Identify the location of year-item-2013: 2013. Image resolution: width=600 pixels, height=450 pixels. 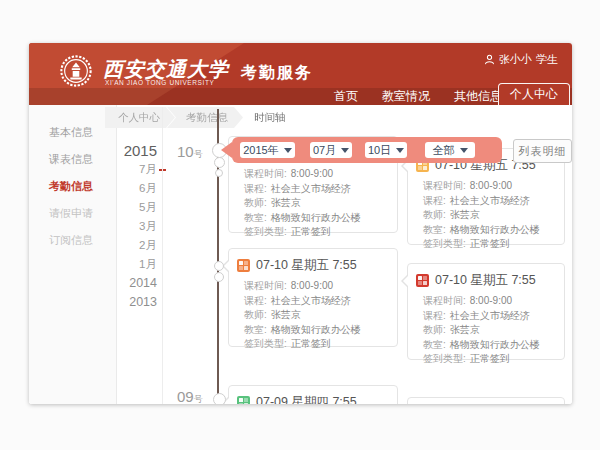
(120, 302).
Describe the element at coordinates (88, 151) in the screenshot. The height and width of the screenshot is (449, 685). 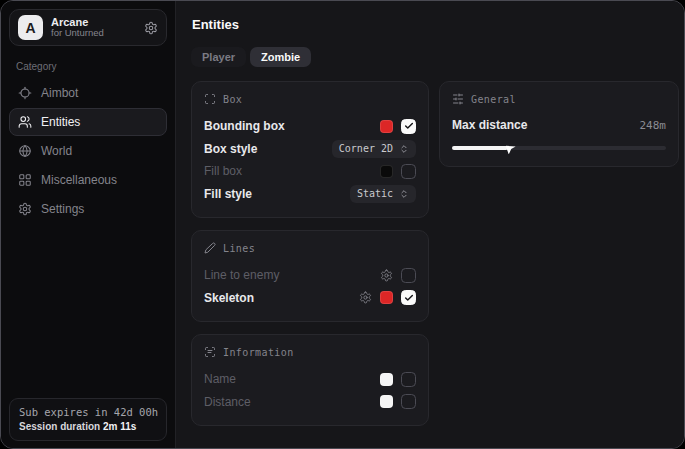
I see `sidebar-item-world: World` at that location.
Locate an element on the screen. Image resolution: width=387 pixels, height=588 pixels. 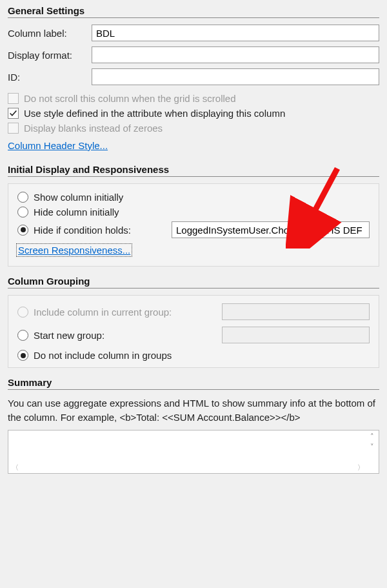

▸ **Task goal**:
Copy the final stretch of lines, starting at the one that holds "Describe the element" and ending at the last line of the data, exactly; omit pictures.

▸ **Your solution**:
Describe the element at coordinates (88, 151) in the screenshot. The height and width of the screenshot is (449, 685). 
I see `sidebar-item-world: World` at that location.
Locate an element on the screen. Image resolution: width=387 pixels, height=588 pixels. 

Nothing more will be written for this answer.